We spent a week and 600 miles with a 2024 Mercedes-Benz E 450 4MATIC to focus solely on its infotainment and connectivity tech. From boot times and voice control to wireless smartphone mirroring and in-car apps, here’s how MBUX’s latest Superscreen behaves in real traffic, poor reception zones, and daily commuting.
Our test car featured the MBUX Superscreen setup: a 12.3-inch driver display, 14.4-inch central touchscreen, and optional 12.3-inch passenger display, plus a head-up display with augmented-reality guidance. Hardware highlights include a built-in modem with data connectivity, wireless Apple CarPlay/Android Auto, a Qi wireless charging pad, and over-the-air update support. The Burmester audio upgrade added Dolby Atmos support and vehicle-linked sound profiles. Testing covered five days of mixed city and highway driving with frequent restarts, structured A/B testing of features, and night/day glare checks.
We paired an iPhone 15 Pro and a Pixel 8 Pro, evaluated Bluetooth multipoint behavior, ran native streaming apps, and tried the Mercedes App Store (video apps limited to parked use; the passenger screen remains usable in motion but dims if the driver looks over). The interface follows a “zero-layer” approach: key functions surface on the home screen as dynamic tiles, while a persistent climate bar remains docked. Touch response is quick and consistent, with app switches typically under half a second and smooth 60-fps animations. From door unlock to a usable home screen averaged about five seconds; full online services (traffic, app data) stabilized within 15–20 seconds.
The reverse camera came up near-instantly when selecting R, even before the system finished background loading. The only hiccup was occasional mis-taps on small sliders and the passenger-screen privacy dimming being a bit overprotective in bumpy corners. Navigation is strong. The HERE-powered maps render sharply, and the AR overlay paints directional arrows and street labels onto a live camera feed at junctions—genuinely helpful in dense urban grids.
Lane-level guidance is timely, and address/POI search is fast. Voice control impressed: “Hey Mercedes, take me to the nearest DC fast charger” returned relevant options reliably, and natural language climate/light requests worked nine times out of ten. Offline continuity is decent; when we drove through a low-signal valley, routing continued on cached maps and regained traffic data automatically. Connectivity was robust.
Wireless CarPlay and Android Auto paired quickly (7–10 seconds after startup) and never dropped during our week, even with simultaneous Bluetooth phone and media profiles. Latency for track skips and call pickup felt effectively instant, and audio/video sync in third-party nav apps was stable. The Qi pad held phones securely and maintained charging during spirited driving. USB-C ports delivered rapid top-ups, and the in-car hotspot supported a 720p video call without stutter at highway speeds.
Native apps reduce phone dependence, though the catalog is still growing and some logins took extra steps. Overall, this MBUX iteration combines high polish with real-world speed and stability. The AR nav, strong voice assistant, and quick wireless mirroring stand out. Trade-offs remain: too many settings are nested, the lack of a physical volume/tuning knob won’t suit all drivers, and privacy dimming can be overzealous.
If you value cutting-edge guidance, seamless smartphone integration, and OTA-ready futureproofing, the E-Class system is among the class leaders; traditional-control purists may prefer rivals with more hard keys.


The problem
Every entry, from the first to the last, should be written out exactly.

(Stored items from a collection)
%%

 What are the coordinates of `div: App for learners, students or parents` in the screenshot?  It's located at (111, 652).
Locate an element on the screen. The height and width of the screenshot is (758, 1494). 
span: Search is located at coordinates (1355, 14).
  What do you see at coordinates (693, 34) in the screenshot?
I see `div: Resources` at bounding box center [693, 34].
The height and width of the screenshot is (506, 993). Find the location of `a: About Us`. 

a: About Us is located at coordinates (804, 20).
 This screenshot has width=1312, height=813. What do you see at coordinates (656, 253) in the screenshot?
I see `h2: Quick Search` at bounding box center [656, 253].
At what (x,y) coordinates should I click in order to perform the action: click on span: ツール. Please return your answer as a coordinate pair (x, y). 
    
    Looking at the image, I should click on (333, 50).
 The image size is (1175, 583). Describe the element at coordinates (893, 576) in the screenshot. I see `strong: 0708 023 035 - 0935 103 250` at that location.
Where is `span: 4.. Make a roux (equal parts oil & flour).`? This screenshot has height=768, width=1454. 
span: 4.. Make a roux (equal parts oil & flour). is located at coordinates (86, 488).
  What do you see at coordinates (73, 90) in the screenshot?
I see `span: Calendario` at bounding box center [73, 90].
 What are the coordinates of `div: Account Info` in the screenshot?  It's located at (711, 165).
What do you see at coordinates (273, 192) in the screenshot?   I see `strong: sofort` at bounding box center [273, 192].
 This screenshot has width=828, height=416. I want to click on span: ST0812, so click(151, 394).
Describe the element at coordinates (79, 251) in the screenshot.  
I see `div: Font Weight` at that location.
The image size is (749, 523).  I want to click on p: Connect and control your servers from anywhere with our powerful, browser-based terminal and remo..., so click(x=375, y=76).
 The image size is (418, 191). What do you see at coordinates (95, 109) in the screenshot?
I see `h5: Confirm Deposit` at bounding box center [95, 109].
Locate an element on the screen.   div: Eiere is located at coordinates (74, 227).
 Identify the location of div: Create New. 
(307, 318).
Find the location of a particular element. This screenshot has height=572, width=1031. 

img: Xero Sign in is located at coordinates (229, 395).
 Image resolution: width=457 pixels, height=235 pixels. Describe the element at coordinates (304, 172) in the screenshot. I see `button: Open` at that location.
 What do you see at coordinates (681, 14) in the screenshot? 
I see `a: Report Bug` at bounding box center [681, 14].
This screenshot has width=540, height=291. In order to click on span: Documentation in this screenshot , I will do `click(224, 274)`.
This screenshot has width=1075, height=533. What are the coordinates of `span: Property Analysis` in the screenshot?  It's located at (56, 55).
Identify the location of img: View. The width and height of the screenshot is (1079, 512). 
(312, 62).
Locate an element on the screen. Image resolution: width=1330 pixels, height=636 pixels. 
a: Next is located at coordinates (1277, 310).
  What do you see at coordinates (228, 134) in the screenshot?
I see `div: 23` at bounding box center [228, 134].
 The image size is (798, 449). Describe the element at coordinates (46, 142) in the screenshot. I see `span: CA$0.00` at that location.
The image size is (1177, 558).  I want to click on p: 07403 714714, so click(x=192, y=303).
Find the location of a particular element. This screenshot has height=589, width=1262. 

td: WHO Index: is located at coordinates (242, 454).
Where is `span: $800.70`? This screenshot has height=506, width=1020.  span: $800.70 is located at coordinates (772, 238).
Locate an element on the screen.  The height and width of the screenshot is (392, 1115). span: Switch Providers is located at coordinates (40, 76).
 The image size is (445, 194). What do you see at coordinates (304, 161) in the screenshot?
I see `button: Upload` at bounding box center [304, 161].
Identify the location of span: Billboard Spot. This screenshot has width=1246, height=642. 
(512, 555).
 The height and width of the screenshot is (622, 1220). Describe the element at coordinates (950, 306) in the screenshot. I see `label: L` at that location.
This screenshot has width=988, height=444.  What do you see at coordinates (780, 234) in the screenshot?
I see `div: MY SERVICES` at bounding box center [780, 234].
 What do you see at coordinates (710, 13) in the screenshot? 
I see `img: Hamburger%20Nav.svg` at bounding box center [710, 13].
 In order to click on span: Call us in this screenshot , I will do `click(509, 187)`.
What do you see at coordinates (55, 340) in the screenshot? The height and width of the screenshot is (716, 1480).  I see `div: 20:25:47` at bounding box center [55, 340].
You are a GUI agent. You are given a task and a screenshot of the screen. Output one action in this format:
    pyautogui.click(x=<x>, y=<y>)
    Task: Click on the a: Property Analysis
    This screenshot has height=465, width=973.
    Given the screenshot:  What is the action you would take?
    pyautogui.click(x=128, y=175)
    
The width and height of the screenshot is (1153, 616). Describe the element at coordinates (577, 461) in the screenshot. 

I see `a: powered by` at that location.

%%

Reply
 What are the coordinates of `div: App for learners, students or parents` in the screenshot?  It's located at (111, 652).
Locate an element on the screen. The height and width of the screenshot is (758, 1494). 
span: Search is located at coordinates (1355, 14).
  What do you see at coordinates (693, 34) in the screenshot?
I see `div: Resources` at bounding box center [693, 34].
The height and width of the screenshot is (506, 993). Find the location of `a: About Us`. 

a: About Us is located at coordinates (804, 20).
 This screenshot has width=1312, height=813. What do you see at coordinates (656, 253) in the screenshot?
I see `h2: Quick Search` at bounding box center [656, 253].
At what (x,y) coordinates should I click in order to perform the action: click on span: ツール. Please return your answer as a coordinate pair (x, y). 
    
    Looking at the image, I should click on (333, 50).
 The image size is (1175, 583). Describe the element at coordinates (893, 576) in the screenshot. I see `strong: 0708 023 035 - 0935 103 250` at that location.
Where is `span: 4.. Make a roux (equal parts oil & flour).`? This screenshot has height=768, width=1454. 
span: 4.. Make a roux (equal parts oil & flour). is located at coordinates (86, 488).
  What do you see at coordinates (73, 90) in the screenshot?
I see `span: Calendario` at bounding box center [73, 90].
 What are the coordinates of `div: Account Info` in the screenshot?  It's located at (711, 165).
What do you see at coordinates (273, 192) in the screenshot?   I see `strong: sofort` at bounding box center [273, 192].
 This screenshot has width=828, height=416. I want to click on span: ST0812, so click(151, 394).
Describe the element at coordinates (79, 251) in the screenshot.  
I see `div: Font Weight` at that location.
The image size is (749, 523).  I want to click on p: Connect and control your servers from anywhere with our powerful, browser-based terminal and remo..., so click(x=375, y=76).
 The image size is (418, 191). What do you see at coordinates (95, 109) in the screenshot?
I see `h5: Confirm Deposit` at bounding box center [95, 109].
Locate an element on the screen.   div: Eiere is located at coordinates (74, 227).
 Identify the location of div: Create New. 
(307, 318).
Find the location of a particular element. This screenshot has height=572, width=1031. 

img: Xero Sign in is located at coordinates (229, 395).
 Image resolution: width=457 pixels, height=235 pixels. Describe the element at coordinates (304, 172) in the screenshot. I see `button: Open` at that location.
 What do you see at coordinates (681, 14) in the screenshot? 
I see `a: Report Bug` at bounding box center [681, 14].
This screenshot has width=540, height=291. In order to click on span: Documentation in this screenshot , I will do `click(224, 274)`.
This screenshot has width=1075, height=533. What are the coordinates of `span: Property Analysis` in the screenshot?  It's located at (56, 55).
Identify the location of img: View. The width and height of the screenshot is (1079, 512). 
(312, 62).
Locate an element on the screen. Image resolution: width=1330 pixels, height=636 pixels. 
a: Next is located at coordinates (1277, 310).
  What do you see at coordinates (228, 134) in the screenshot?
I see `div: 23` at bounding box center [228, 134].
 The image size is (798, 449). Describe the element at coordinates (46, 142) in the screenshot. I see `span: CA$0.00` at that location.
The image size is (1177, 558).  I want to click on p: 07403 714714, so click(x=192, y=303).
Find the location of a particular element. This screenshot has height=589, width=1262. 

td: WHO Index: is located at coordinates (242, 454).
Where is `span: $800.70`? This screenshot has height=506, width=1020.  span: $800.70 is located at coordinates (772, 238).
Locate an element on the screen.  The height and width of the screenshot is (392, 1115). span: Switch Providers is located at coordinates (40, 76).
 The image size is (445, 194). What do you see at coordinates (304, 161) in the screenshot?
I see `button: Upload` at bounding box center [304, 161].
Identify the location of span: Billboard Spot. This screenshot has width=1246, height=642. 
(512, 555).
 The height and width of the screenshot is (622, 1220). Describe the element at coordinates (950, 306) in the screenshot. I see `label: L` at that location.
This screenshot has width=988, height=444.  What do you see at coordinates (780, 234) in the screenshot?
I see `div: MY SERVICES` at bounding box center [780, 234].
 What do you see at coordinates (710, 13) in the screenshot? 
I see `img: Hamburger%20Nav.svg` at bounding box center [710, 13].
 In order to click on span: Call us in this screenshot , I will do `click(509, 187)`.
What do you see at coordinates (55, 340) in the screenshot? The height and width of the screenshot is (716, 1480).  I see `div: 20:25:47` at bounding box center [55, 340].
You are a GUI agent. You are given a task and a screenshot of the screen. Output one action in this format:
    pyautogui.click(x=<x>, y=<y>)
    Task: Click on the a: Property Analysis
    This screenshot has height=465, width=973.
    Given the screenshot:  What is the action you would take?
    pyautogui.click(x=128, y=175)
    
The width and height of the screenshot is (1153, 616). Describe the element at coordinates (577, 461) in the screenshot. 

I see `a: powered by` at that location.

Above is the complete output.